Leviathan

Leviathan ★★★★★

“Can you draw out Leviathan with a fishhook or tie down its tongue with a rope?” – Book of Job

The title of Andrey Zvyagintsev’s fourth feature is rich in religious and political allegory, referring to a biblical sea creature and Thomas Hobbes famous polemic on the state as social contract. In his bleak tale of the exercising of small-town corruption going hand in glove with hypocritical religious piety, Zvyagintsev paints a richly allusive picture that is both graceful and incendiary.

Kolya is a simple ex-soldier who has carved a living from his handiness as a mechanic, and lives in a home by the sea he is proud to have built with his bare hands. The corrupt local mayor Vadim had served him with what amounts to a compulsory purchase order as he fancies the land for building his own mayoral residence. The amount given in recompense grossly undervalues the land and Kolya fails in his appeal against it. His old army friend Dima, now a respected lawyer in Moscow arrives to aid, carrying a fat dossier of incriminating documents against Vadim. The film examines Kolya’s strained relationship with his troubled son and second wife, and his Job-like treatment at the hands of local corruption, and ultimate betrayal by those he regards as friends.

Leviathan is a gruelling, yet potent and beautiful film. The acting is immaculate, with a standout being Roman Madyanov as the repulsive, drunken, bullying Vadim – a boorish low-level official who has taken to power with similar enthusiasm as he has taken to drink. He could have been a one-note character, but he is such a compelling presence that that is easily overcome. In fact, all of the characters are deeply flawed individuals, and that is part of what makes the film such a hard watch at times.

Not only are the characters occasionally hard to root for, but the film’s tone of ruin, and of oppressive state and clerical Behemoths crushing individuality under their heel means that there is very little light in amongst the gloom, beside some cynical laughs and nods to old regimes. That said; it is an astounding work of art. The allegories are easy to grasp without being massively on the nose. The remarkable shot of the distressed boy beside the bleached skeleton of a whale suggests that the very institutions being criticised are themselves facing possible extinction. Yet once again, a stunning shot of a bulldozer’s grab tearing through a building looks for all the world like one of these great beasts rising from the sea to rip a life apart in the name of ‘progress’; and prevents us from an overly simplistic reading of Zvyagintsev’s metaphorical intentions.

If there is a flaw (and I don’t see the film’s bleakness as a flaw) it is, like the extraordinary Amour, a nigh-on perfect work that is so laser-guided in its intentions and exceptional in its execution that one can’t help but feel so devastated by it that is becomes difficult to imagine when one would ever feel suitably hardy enough to view it again. Its beauty certainly helps, mesmerisingly shot in long panoramic takes, yet it is ruthless in its view of petty, cruel humanity. Its parting coda of a Russian Orthodox sermon feels like you’re being kicked when you’re down, and is possible the most eloquently vicious church-based scene since the opening scene of Bergman’s less polemical, but just as downbeat Winter Light.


Try it: List every line in this data where the string "right" occurs.

Data entries for graphics
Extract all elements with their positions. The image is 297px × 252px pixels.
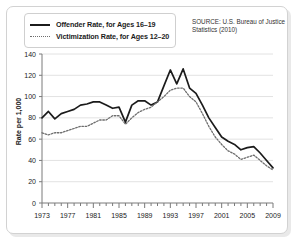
x-axis-ticks: 1973197719811985198919931997200120052009 xyxy=(34,203,281,219)
legend-item-victimization: Victimization Rate, for Ages 12–20 xyxy=(30,31,170,42)
x-tick-label: 1997 xyxy=(188,212,204,219)
legend-label-offender: Offender Rate, for Ages 16–19 xyxy=(56,20,156,29)
y-tick-label: 60 xyxy=(28,136,36,143)
y-axis-label: Rate per 1,000 xyxy=(15,82,22,162)
y-axis-ticks: 020406080100120140 xyxy=(24,51,42,207)
y-tick-label: 80 xyxy=(28,114,36,121)
y-tick-label: 120 xyxy=(24,72,36,79)
legend-item-offender: Offender Rate, for Ages 16–19 xyxy=(30,19,170,30)
figure-container: Offender Rate, for Ages 16–19 Victimizat… xyxy=(0,0,297,252)
series-line-offender xyxy=(42,69,273,168)
y-tick-label: 40 xyxy=(28,157,36,164)
legend-swatch-dotted-icon xyxy=(30,32,50,41)
x-tick-label: 1977 xyxy=(60,212,76,219)
y-tick-label: 20 xyxy=(28,178,36,185)
x-tick-label: 1973 xyxy=(34,212,50,219)
x-tick-label: 2005 xyxy=(240,212,256,219)
x-tick-label: 2009 xyxy=(265,212,281,219)
y-tick-label: 100 xyxy=(24,93,36,100)
x-tick-label: 2001 xyxy=(214,212,230,219)
x-tick-label: 1985 xyxy=(111,212,127,219)
source-note: SOURCE: U.S. Bureau of Justice Statistic… xyxy=(192,18,288,34)
legend-swatch-solid-icon xyxy=(30,20,50,29)
legend-label-victimization: Victimization Rate, for Ages 12–20 xyxy=(56,32,169,41)
gridlines xyxy=(42,54,273,182)
y-tick-label: 140 xyxy=(24,51,36,58)
y-tick-label: 0 xyxy=(32,200,36,207)
x-tick-label: 1993 xyxy=(163,212,179,219)
x-tick-label: 1989 xyxy=(137,212,153,219)
chart-legend: Offender Rate, for Ages 16–19 Victimizat… xyxy=(24,13,176,48)
x-tick-label: 1981 xyxy=(86,212,102,219)
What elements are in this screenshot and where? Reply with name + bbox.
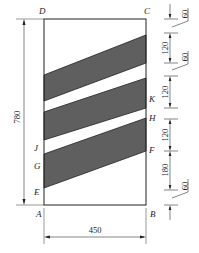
arrow-right-icon	[140, 236, 146, 239]
diagram-canvas: 780 450 60 120 60	[0, 0, 199, 253]
point-label-K: K	[148, 94, 156, 104]
width-dimension-label: 450	[89, 225, 102, 235]
chain-label-4: 120	[160, 86, 170, 99]
chain-label-7: 60	[180, 182, 190, 191]
point-label-B: B	[150, 209, 156, 219]
chain-label-5: 120	[160, 129, 170, 142]
point-label-H: H	[148, 113, 156, 123]
point-label-C: C	[144, 6, 151, 16]
point-label-D: D	[38, 6, 46, 16]
height-dimension-label: 780	[12, 111, 22, 124]
point-label-E: E	[33, 187, 40, 197]
point-label-A: A	[35, 209, 42, 219]
point-label-F: F	[148, 145, 155, 155]
point-label-J: J	[34, 143, 39, 153]
arrow-down-icon	[23, 199, 26, 205]
chain-label-2: 120	[160, 42, 170, 55]
arrow-left-icon	[44, 236, 50, 239]
point-label-G: G	[34, 161, 41, 171]
chain-label-1: 60	[180, 10, 190, 19]
chain-label-6: 180	[160, 164, 170, 177]
chain-label-3: 60	[180, 53, 190, 62]
arrow-up-icon	[23, 19, 26, 25]
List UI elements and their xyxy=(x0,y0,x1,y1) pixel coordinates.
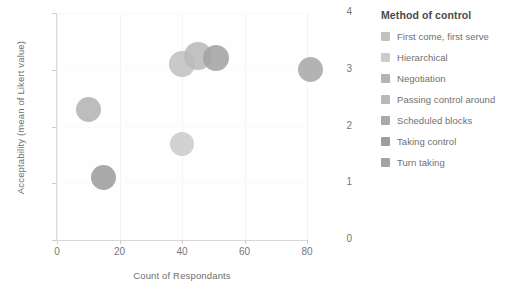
y-tick-mark xyxy=(52,70,56,71)
x-tick-label: 60 xyxy=(230,246,260,257)
legend-item-label: Taking control xyxy=(397,136,456,147)
legend-item[interactable]: Passing control around xyxy=(381,89,509,110)
gridline-vertical xyxy=(307,13,308,240)
y-tick-label: 3 xyxy=(330,63,352,74)
data-point-bubble[interactable] xyxy=(170,132,194,156)
x-tick-mark xyxy=(245,240,246,244)
legend-item-label: Scheduled blocks xyxy=(397,115,472,126)
x-tick-mark xyxy=(307,240,308,244)
plot-region: Acceptability (mean of Likert value) 012… xyxy=(0,0,352,290)
legend-item[interactable]: Turn taking xyxy=(381,152,509,173)
legend-item[interactable]: Taking control xyxy=(381,131,509,152)
legend-item-list: First come, first serveHierarchicalNegot… xyxy=(381,26,509,173)
y-tick-mark xyxy=(52,13,56,14)
x-tick-mark xyxy=(120,240,121,244)
y-tick-label: 0 xyxy=(330,233,352,244)
y-tick-label: 4 xyxy=(330,6,352,17)
x-tick-label: 20 xyxy=(105,246,135,257)
y-tick-label: 2 xyxy=(330,120,352,131)
legend-swatch-icon xyxy=(381,95,390,104)
legend-item-label: Passing control around xyxy=(397,94,495,105)
legend-item-label: First come, first serve xyxy=(397,31,489,42)
legend-item[interactable]: Scheduled blocks xyxy=(381,110,509,131)
legend-item-label: Hierarchical xyxy=(397,52,448,63)
gridline-horizontal xyxy=(57,127,307,128)
legend-item[interactable]: Hierarchical xyxy=(381,47,509,68)
y-tick-mark xyxy=(52,127,56,128)
x-tick-mark xyxy=(57,240,58,244)
plot-area xyxy=(57,13,307,240)
y-tick-label: 1 xyxy=(330,176,352,187)
x-tick-mark xyxy=(182,240,183,244)
y-axis-title: Acceptability (mean of Likert value) xyxy=(15,3,26,233)
data-point-bubble[interactable] xyxy=(298,57,323,82)
legend-item[interactable]: Negotiation xyxy=(381,68,509,89)
x-tick-label: 80 xyxy=(292,246,322,257)
legend: Method of control First come, first serv… xyxy=(381,9,509,173)
legend-title: Method of control xyxy=(381,9,509,21)
x-tick-label: 40 xyxy=(167,246,197,257)
data-point-bubble[interactable] xyxy=(76,97,101,122)
legend-item-label: Turn taking xyxy=(397,157,445,168)
y-tick-mark xyxy=(52,183,56,184)
gridline-horizontal xyxy=(57,13,307,14)
bubble-chart-figure: Acceptability (mean of Likert value) 012… xyxy=(0,0,509,290)
legend-swatch-icon xyxy=(381,137,390,146)
y-tick-mark xyxy=(52,240,56,241)
legend-swatch-icon xyxy=(381,158,390,167)
legend-item[interactable]: First come, first serve xyxy=(381,26,509,47)
legend-item-label: Negotiation xyxy=(397,73,446,84)
y-axis-line xyxy=(56,13,57,241)
x-axis-title: Count of Respondants xyxy=(57,270,307,281)
x-tick-label: 0 xyxy=(42,246,72,257)
legend-swatch-icon xyxy=(381,32,390,41)
legend-swatch-icon xyxy=(381,74,390,83)
legend-swatch-icon xyxy=(381,53,390,62)
legend-swatch-icon xyxy=(381,116,390,125)
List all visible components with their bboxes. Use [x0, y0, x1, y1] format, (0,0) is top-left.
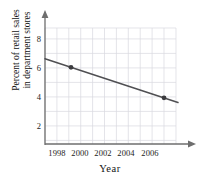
x-axis-title: Year: [60, 163, 160, 174]
x-tick-label-2006: 2006: [137, 148, 163, 158]
data-line: [45, 59, 178, 103]
data-point-2006: [162, 95, 167, 100]
x-tick-label-2004: 2004: [113, 148, 139, 158]
horizontal-gridlines: [45, 28, 176, 140]
retail-sales-line-chart: 8 6 4 2 1998 2000 2002 2004 2006 Percent…: [0, 0, 207, 187]
vertical-gridlines: [45, 28, 176, 144]
y-tick-label-2: 2: [29, 121, 41, 131]
data-point-1999: [69, 65, 74, 70]
y-axis-title-line-1: Percent of retail sales: [11, 9, 22, 91]
y-axis-title: Percent of retail sales in department st…: [0, 0, 44, 118]
y-axis-title-line-2: in department stores: [22, 11, 33, 88]
x-axis: [45, 141, 196, 148]
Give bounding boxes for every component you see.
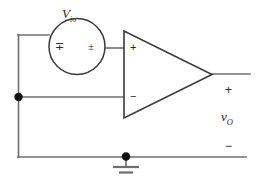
opamp-inverting-input-label: − [130,91,136,102]
voltage-source-subscript: io [70,15,76,24]
output-minus-sign-label: − [225,140,232,152]
opamp-triangle [124,31,212,118]
voltage-source-symbol: V [62,6,70,21]
opamp-noninverting-input-label: + [130,42,136,53]
ground-symbol [113,167,139,173]
junction-dot-left-node [14,93,22,101]
output-voltage-subscript: O [227,117,233,127]
circuit-schematic-svg [0,0,256,189]
output-plus-sign-label: + [225,84,232,96]
junction-dot-ground-node [122,152,130,160]
output-voltage-label: vO [221,110,233,126]
voltage-source-left-terminal-sign: ∓ [55,41,64,52]
circuit-diagram-canvas: Vio ∓ ± + − + vO − [0,0,256,189]
voltage-source-right-terminal-sign: ± [88,41,94,52]
voltage-source-label: Vio [62,7,76,24]
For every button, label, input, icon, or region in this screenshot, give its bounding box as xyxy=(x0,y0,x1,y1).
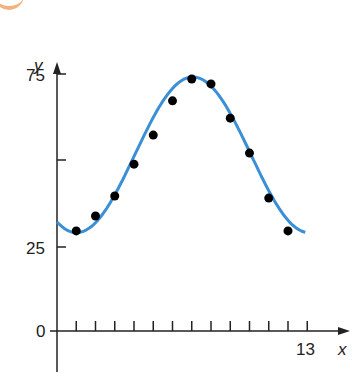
x-tick-13: 13 xyxy=(296,340,315,359)
data-point xyxy=(187,75,196,84)
y-axis-arrow-icon xyxy=(53,62,61,74)
fit-curve xyxy=(57,77,305,233)
x-axis-arrow-icon xyxy=(338,327,350,335)
data-point xyxy=(130,160,139,169)
y-tick-75: 75 xyxy=(26,66,45,85)
data-point xyxy=(207,79,216,88)
data-point xyxy=(245,149,254,158)
chart: y 75 25 0 13 x xyxy=(0,0,364,385)
data-point xyxy=(264,194,273,203)
data-point xyxy=(284,226,293,235)
x-axis-label: x xyxy=(337,340,347,359)
data-point xyxy=(168,96,177,105)
data-point xyxy=(226,114,235,123)
data-point xyxy=(72,226,81,235)
data-point xyxy=(149,131,158,140)
data-point xyxy=(110,191,119,200)
data-point xyxy=(91,212,100,221)
y-tick-0: 0 xyxy=(36,322,45,341)
x-ticks xyxy=(76,321,307,331)
y-tick-25: 25 xyxy=(26,239,45,258)
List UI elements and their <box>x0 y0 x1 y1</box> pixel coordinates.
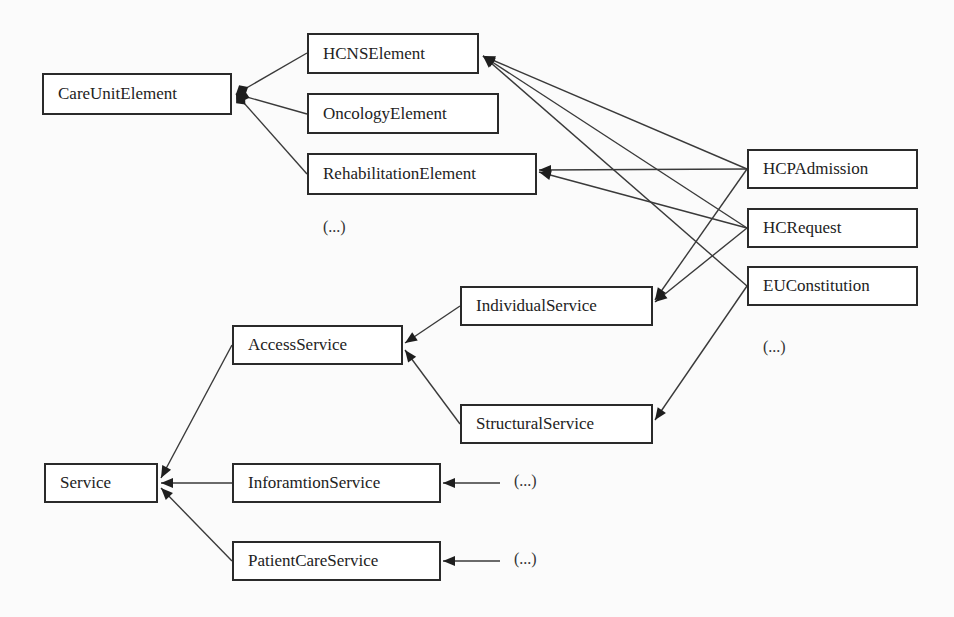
arrow-edge <box>161 345 232 478</box>
class-label: HCNSElement <box>323 44 425 64</box>
arrow-edge <box>443 478 500 488</box>
arrow-head-icon <box>405 332 418 343</box>
arrow-edge <box>655 169 747 300</box>
diamond-head-icon <box>236 94 245 104</box>
arrow-edge <box>539 170 747 228</box>
arrow-edge <box>655 228 747 302</box>
class-label: PatientCareService <box>248 551 378 571</box>
class-label: OncologyElement <box>323 104 447 124</box>
arrow-head-icon <box>655 407 666 420</box>
arrow-edge <box>483 56 747 228</box>
arrow-edge <box>161 488 232 561</box>
ellipsis-right: (...) <box>763 338 786 356</box>
class-box-structural-service: StructuralService <box>460 404 653 444</box>
arrow-head-icon <box>161 478 173 488</box>
arrow-edge <box>405 350 460 424</box>
arrow-edge <box>539 165 747 175</box>
class-label: IndividualService <box>476 296 597 316</box>
class-box-patient-care-service: PatientCareService <box>232 541 441 581</box>
ellipsis-info: (...) <box>514 472 537 490</box>
class-diagram: CareUnitElementHCNSElementOncologyElemen… <box>0 0 954 617</box>
arrow-edge <box>655 286 747 420</box>
arrow-edge <box>405 306 460 343</box>
arrow-head-icon <box>443 478 455 488</box>
class-label: CareUnitElement <box>58 84 177 104</box>
class-box-individual-service: IndividualService <box>460 286 653 326</box>
arrow-head-icon <box>443 556 455 566</box>
class-label: InforamtionService <box>248 473 380 493</box>
class-box-care-unit-element: CareUnitElement <box>42 73 232 115</box>
ellipsis-patient: (...) <box>514 550 537 568</box>
composition-edge <box>236 94 307 174</box>
arrow-edge <box>161 478 232 488</box>
class-label: Service <box>60 473 111 493</box>
class-box-hcp-admission: HCPAdmission <box>747 149 918 189</box>
class-label: AccessService <box>248 335 347 355</box>
class-box-hc-request: HCRequest <box>747 208 918 248</box>
class-label: StructuralService <box>476 414 594 434</box>
arrow-edge <box>443 556 500 566</box>
class-label: HCRequest <box>763 218 841 238</box>
class-box-rehabilitation-element: RehabilitationElement <box>307 153 537 195</box>
class-box-hcns-element: HCNSElement <box>307 33 479 74</box>
arrow-head-icon <box>161 465 171 478</box>
class-box-service: Service <box>44 463 158 503</box>
arrow-head-icon <box>405 350 416 363</box>
class-box-oncology-element: OncologyElement <box>307 93 499 134</box>
class-box-inforamtion-service: InforamtionService <box>232 463 441 503</box>
class-label: HCPAdmission <box>763 159 868 179</box>
composition-edge <box>236 53 307 96</box>
ellipsis-elements: (...) <box>323 218 346 236</box>
arrow-head-icon <box>539 170 552 180</box>
class-label: EUConstitution <box>763 276 870 296</box>
class-box-eu-constitution: EUConstitution <box>747 266 918 306</box>
class-box-access-service: AccessService <box>232 325 403 365</box>
composition-edge <box>236 90 307 114</box>
class-label: RehabilitationElement <box>323 164 476 184</box>
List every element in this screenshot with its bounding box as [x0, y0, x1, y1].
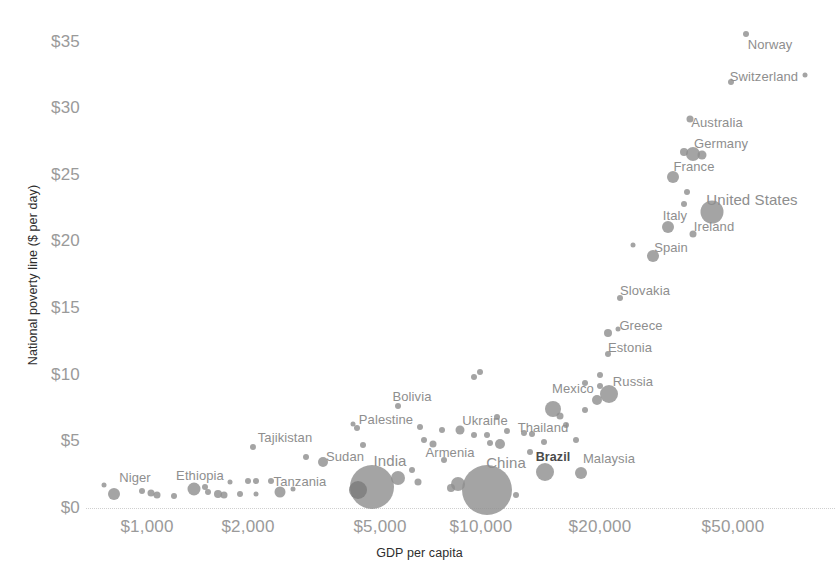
data-point[interactable]	[349, 481, 367, 499]
data-point-china[interactable]	[462, 465, 512, 515]
x-tick-label: $2,000	[221, 517, 274, 537]
data-point[interactable]	[684, 189, 690, 195]
x-tick-label: $20,000	[569, 517, 632, 537]
point-label: Palestine	[359, 412, 413, 427]
data-point[interactable]	[803, 73, 808, 78]
data-point[interactable]	[631, 243, 636, 248]
x-tick-label: $10,000	[450, 517, 513, 537]
point-label: Niger	[119, 470, 151, 485]
data-point-brazil[interactable]	[536, 463, 554, 481]
point-label: Russia	[613, 374, 653, 389]
point-label: Ethiopia	[176, 468, 224, 483]
data-point-ethiopia[interactable]	[188, 483, 201, 496]
data-point[interactable]	[680, 148, 688, 156]
data-point[interactable]	[245, 478, 251, 484]
data-point[interactable]	[563, 422, 569, 428]
data-point[interactable]	[102, 483, 107, 488]
x-tick-label: $1,000	[120, 517, 173, 537]
data-point[interactable]	[303, 454, 309, 460]
data-point[interactable]	[471, 374, 477, 380]
point-label: Switzerland	[730, 69, 798, 84]
data-point-niger[interactable]	[139, 488, 145, 494]
point-label: Norway	[748, 37, 793, 52]
point-label: Ukraine	[462, 413, 508, 428]
data-point[interactable]	[529, 431, 535, 437]
data-point[interactable]	[154, 492, 161, 499]
data-point[interactable]	[541, 439, 547, 445]
y-tick-label: $10	[22, 366, 80, 383]
point-label: Slovakia	[620, 283, 670, 298]
data-point-bolivia[interactable]	[395, 403, 401, 409]
data-point-malaysia[interactable]	[575, 467, 587, 479]
data-point[interactable]	[253, 478, 259, 484]
data-point[interactable]	[681, 201, 687, 207]
point-label: China	[486, 454, 526, 471]
point-label: Tajikistan	[258, 430, 312, 445]
data-point[interactable]	[573, 437, 579, 443]
data-point[interactable]	[409, 467, 415, 473]
point-label: Italy	[663, 208, 687, 223]
data-point[interactable]	[391, 471, 405, 485]
data-point[interactable]	[494, 414, 500, 420]
data-point[interactable]	[597, 372, 603, 378]
data-point[interactable]	[484, 432, 490, 438]
scatter-chart: National poverty line ($ per day) GDP pe…	[0, 0, 839, 585]
data-point[interactable]	[487, 440, 493, 446]
data-point-greece[interactable]	[604, 329, 612, 337]
x-tick-label: $50,000	[702, 517, 765, 537]
data-point[interactable]	[237, 491, 243, 497]
data-point[interactable]	[439, 427, 445, 433]
data-point[interactable]	[360, 442, 366, 448]
data-point[interactable]	[417, 424, 423, 430]
y-tick-label: $5	[22, 432, 80, 449]
data-point[interactable]	[557, 413, 564, 420]
data-point[interactable]	[582, 407, 588, 413]
data-point[interactable]	[447, 484, 455, 492]
point-label: Malaysia	[583, 451, 635, 466]
x-axis-title: GDP per capita	[0, 546, 839, 560]
x-axis-baseline	[86, 508, 835, 510]
y-tick-label: $0	[22, 499, 80, 516]
data-point[interactable]	[582, 380, 588, 386]
data-point[interactable]	[592, 395, 602, 405]
data-point[interactable]	[291, 487, 296, 492]
point-label: Brazil	[536, 450, 571, 464]
y-tick-label: $35	[22, 33, 80, 50]
data-point[interactable]	[513, 492, 519, 498]
y-tick-label: $30	[22, 99, 80, 116]
point-label: Sudan	[326, 449, 364, 464]
point-label: India	[373, 452, 406, 469]
data-point[interactable]	[430, 441, 437, 448]
data-point[interactable]	[477, 369, 483, 375]
data-point[interactable]	[205, 489, 211, 495]
data-point[interactable]	[171, 493, 177, 499]
data-point[interactable]	[421, 437, 427, 443]
y-axis-ticks: $0$5$10$15$20$25$30$35	[22, 0, 80, 585]
point-label: Estonia	[608, 340, 652, 355]
data-point[interactable]	[351, 422, 356, 427]
data-point[interactable]	[616, 327, 621, 332]
x-tick-label: $5,000	[353, 517, 406, 537]
point-label: Bolivia	[393, 389, 432, 404]
point-label: Greece	[619, 318, 662, 333]
data-point[interactable]	[228, 480, 233, 485]
data-point-italy[interactable]	[662, 221, 674, 233]
data-point[interactable]	[698, 151, 707, 160]
y-tick-label: $25	[22, 166, 80, 183]
data-point[interactable]	[521, 430, 527, 436]
point-label: Tanzania	[274, 474, 327, 489]
point-label: Australia	[691, 115, 742, 130]
y-tick-label: $15	[22, 299, 80, 316]
data-point[interactable]	[495, 439, 505, 449]
data-point[interactable]	[108, 488, 120, 500]
data-point[interactable]	[471, 432, 477, 438]
data-point-thailand[interactable]	[527, 449, 533, 455]
data-point-tajikistan[interactable]	[250, 444, 256, 450]
point-label: United States	[706, 191, 797, 208]
point-label: Spain	[654, 240, 688, 255]
data-point[interactable]	[504, 428, 510, 434]
data-point[interactable]	[415, 479, 422, 486]
data-point[interactable]	[221, 492, 228, 499]
data-point[interactable]	[254, 492, 259, 497]
y-tick-label: $20	[22, 232, 80, 249]
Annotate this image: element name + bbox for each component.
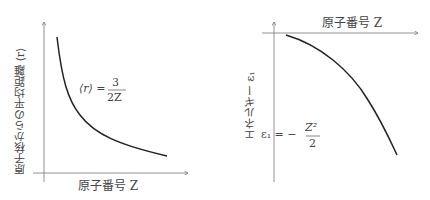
- left-formula-lhs: ⟨r⟩ =: [79, 82, 106, 95]
- left-x-axis-label: 原子番号 Z: [78, 176, 138, 193]
- diagram-canvas: [0, 0, 430, 200]
- right-y-axis-label: エネルギー ε₁: [243, 60, 259, 140]
- right-formula-lhs: ε₁ = −: [261, 128, 297, 141]
- right-formula-denominator: 2: [309, 137, 316, 150]
- left-y-axis-label: 原子核からの平均距離 ⟨r⟩: [13, 35, 29, 175]
- right-formula-numerator: Z²: [305, 121, 317, 134]
- right-x-axis-label: 原子番号 Z: [322, 13, 382, 30]
- left-formula-denominator: 2Z: [107, 91, 122, 104]
- right-curve: [286, 35, 397, 155]
- left-formula-numerator: 3: [112, 76, 119, 89]
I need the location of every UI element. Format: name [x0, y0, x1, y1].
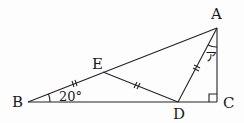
segment-ad [178, 28, 217, 102]
angle-label-a: ア [205, 51, 217, 63]
angle-arc-b [49, 94, 51, 102]
angle-label-b: 20° [59, 90, 82, 103]
segment-ed [103, 72, 178, 102]
point-label-c: C [223, 96, 234, 111]
geometry-diagram: A B C D E 20° ア [0, 0, 244, 123]
segment-ab [28, 28, 217, 102]
point-label-e: E [92, 57, 103, 72]
point-label-d: D [173, 107, 185, 122]
angle-arc-a [208, 45, 217, 47]
point-label-a: A [211, 7, 222, 22]
right-angle-marker [209, 94, 217, 102]
point-label-b: B [12, 95, 23, 110]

Reply to the task:
arrow-right-icon	[140, 236, 146, 239]
voltage-source-right-terminal-sign: ± [88,41,94,52]
ellipsis-right: (...) <box>763 338 786 356</box>
- right-y-axis-label: エネルギー ε₁: [243, 60, 259, 140]
- right-formula-lhs: ε₁ = −: [261, 128, 297, 141]
- right-formula-denominator: 2: [309, 137, 316, 150]
- right-formula-numerator: Z²: [305, 121, 317, 134]
- right-x-axis-label: 原子番号 Z: [322, 13, 382, 30]
- right-curve: [286, 35, 397, 155]
right-angle-marker [209, 94, 217, 102]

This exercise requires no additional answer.